- What to do -
Using the records below, copy out exactly the line that contains "has width=1843, height=1037." and every line that follows it, up to and including the last, and no others.

- Data for the task -
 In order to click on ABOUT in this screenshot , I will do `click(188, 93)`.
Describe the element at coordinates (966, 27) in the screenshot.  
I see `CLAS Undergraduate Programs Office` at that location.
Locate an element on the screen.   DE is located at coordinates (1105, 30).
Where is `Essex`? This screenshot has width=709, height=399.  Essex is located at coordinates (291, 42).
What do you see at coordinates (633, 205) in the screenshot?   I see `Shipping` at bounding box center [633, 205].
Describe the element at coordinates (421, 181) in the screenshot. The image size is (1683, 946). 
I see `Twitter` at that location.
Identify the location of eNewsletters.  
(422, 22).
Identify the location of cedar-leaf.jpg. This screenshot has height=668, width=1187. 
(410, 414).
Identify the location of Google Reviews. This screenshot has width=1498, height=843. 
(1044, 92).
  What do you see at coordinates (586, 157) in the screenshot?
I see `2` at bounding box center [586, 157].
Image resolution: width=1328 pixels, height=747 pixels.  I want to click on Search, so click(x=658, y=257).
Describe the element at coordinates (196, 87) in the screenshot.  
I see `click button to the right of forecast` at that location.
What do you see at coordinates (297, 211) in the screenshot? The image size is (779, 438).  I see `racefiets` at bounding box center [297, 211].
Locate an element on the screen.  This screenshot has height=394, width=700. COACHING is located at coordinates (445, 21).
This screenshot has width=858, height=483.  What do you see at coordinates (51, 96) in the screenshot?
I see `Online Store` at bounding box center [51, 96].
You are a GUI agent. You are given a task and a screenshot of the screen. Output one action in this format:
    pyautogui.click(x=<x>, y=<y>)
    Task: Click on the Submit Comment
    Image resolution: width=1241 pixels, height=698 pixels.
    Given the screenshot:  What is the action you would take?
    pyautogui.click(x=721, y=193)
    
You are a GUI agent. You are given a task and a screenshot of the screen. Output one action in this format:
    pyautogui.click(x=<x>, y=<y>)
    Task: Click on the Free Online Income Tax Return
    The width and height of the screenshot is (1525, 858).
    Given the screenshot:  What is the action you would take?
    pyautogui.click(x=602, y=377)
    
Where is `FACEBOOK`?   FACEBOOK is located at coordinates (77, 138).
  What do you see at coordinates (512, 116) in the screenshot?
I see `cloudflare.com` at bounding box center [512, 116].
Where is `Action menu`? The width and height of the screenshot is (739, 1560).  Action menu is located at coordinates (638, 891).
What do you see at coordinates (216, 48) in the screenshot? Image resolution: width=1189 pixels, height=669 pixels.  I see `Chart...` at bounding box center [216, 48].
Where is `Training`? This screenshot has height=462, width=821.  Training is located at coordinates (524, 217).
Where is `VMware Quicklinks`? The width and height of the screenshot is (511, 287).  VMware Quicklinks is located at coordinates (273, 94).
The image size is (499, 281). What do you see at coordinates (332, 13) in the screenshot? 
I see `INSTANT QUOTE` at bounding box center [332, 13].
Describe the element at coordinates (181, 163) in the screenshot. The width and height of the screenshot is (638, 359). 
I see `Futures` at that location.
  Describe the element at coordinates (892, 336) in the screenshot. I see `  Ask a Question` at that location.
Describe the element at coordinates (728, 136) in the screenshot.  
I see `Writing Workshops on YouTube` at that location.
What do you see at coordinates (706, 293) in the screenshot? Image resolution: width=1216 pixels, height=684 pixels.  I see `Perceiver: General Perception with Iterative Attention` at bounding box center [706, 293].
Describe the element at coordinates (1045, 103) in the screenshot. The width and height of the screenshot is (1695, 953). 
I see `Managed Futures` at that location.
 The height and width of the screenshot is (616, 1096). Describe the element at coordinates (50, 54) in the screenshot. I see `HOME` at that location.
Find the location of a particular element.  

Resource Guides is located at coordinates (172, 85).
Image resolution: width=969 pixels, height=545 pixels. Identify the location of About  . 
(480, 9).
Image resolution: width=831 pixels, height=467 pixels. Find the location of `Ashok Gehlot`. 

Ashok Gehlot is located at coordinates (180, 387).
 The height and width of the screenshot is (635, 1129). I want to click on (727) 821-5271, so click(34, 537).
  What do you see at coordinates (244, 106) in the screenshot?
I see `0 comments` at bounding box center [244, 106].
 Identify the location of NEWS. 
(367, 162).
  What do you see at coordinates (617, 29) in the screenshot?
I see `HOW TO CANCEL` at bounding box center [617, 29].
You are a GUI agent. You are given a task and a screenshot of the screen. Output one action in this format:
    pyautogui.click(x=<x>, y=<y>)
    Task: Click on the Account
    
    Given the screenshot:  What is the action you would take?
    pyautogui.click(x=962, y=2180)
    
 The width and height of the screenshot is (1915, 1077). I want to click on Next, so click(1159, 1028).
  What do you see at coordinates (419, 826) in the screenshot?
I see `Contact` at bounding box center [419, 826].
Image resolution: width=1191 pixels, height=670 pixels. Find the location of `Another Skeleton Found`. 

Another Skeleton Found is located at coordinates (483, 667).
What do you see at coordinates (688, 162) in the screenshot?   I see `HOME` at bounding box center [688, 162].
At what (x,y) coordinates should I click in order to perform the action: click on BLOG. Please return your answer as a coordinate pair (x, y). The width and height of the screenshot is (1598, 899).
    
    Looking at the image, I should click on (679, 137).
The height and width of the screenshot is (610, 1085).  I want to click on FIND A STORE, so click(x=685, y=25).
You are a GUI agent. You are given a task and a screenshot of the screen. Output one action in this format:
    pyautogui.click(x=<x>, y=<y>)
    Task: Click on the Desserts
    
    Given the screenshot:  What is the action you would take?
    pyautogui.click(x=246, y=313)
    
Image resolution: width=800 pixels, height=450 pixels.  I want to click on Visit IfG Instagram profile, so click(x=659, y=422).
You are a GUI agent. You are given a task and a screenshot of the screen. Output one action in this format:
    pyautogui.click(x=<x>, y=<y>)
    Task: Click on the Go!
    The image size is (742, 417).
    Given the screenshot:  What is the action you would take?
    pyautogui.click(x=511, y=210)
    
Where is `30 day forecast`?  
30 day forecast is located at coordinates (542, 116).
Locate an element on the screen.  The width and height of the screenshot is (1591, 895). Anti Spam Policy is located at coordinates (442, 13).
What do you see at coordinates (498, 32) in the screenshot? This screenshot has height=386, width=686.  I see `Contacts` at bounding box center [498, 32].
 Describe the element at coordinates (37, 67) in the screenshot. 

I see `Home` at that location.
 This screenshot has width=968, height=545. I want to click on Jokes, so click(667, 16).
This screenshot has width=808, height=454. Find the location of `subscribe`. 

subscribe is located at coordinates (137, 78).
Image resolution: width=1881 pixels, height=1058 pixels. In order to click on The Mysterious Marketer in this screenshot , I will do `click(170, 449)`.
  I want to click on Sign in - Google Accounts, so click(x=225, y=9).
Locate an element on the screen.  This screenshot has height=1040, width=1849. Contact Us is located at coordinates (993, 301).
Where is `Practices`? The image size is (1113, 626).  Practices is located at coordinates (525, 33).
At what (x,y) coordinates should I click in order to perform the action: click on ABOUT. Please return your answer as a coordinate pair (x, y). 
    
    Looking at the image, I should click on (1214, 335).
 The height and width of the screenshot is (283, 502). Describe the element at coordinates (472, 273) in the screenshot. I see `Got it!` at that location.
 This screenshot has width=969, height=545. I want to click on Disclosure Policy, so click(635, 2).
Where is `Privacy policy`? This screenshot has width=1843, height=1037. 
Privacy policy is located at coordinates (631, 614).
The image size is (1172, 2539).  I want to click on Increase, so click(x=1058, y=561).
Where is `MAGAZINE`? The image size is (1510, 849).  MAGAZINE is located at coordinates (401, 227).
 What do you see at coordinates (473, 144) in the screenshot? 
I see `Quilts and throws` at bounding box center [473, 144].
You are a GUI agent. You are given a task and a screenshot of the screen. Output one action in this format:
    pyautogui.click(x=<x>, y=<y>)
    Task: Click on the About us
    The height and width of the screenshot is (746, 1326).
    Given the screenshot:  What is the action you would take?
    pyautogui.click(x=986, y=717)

- Output below -
Where is `Privacy policy`? This screenshot has width=1843, height=1037. 
Privacy policy is located at coordinates (631, 614).
The image size is (1172, 2539).  I want to click on Increase, so click(x=1058, y=561).
Where is `MAGAZINE`? The image size is (1510, 849).  MAGAZINE is located at coordinates (401, 227).
 What do you see at coordinates (473, 144) in the screenshot? 
I see `Quilts and throws` at bounding box center [473, 144].
You are a GUI agent. You are given a task and a screenshot of the screen. Output one action in this format:
    pyautogui.click(x=<x>, y=<y>)
    Task: Click on the About us
    The height and width of the screenshot is (746, 1326).
    Given the screenshot:  What is the action you would take?
    pyautogui.click(x=986, y=717)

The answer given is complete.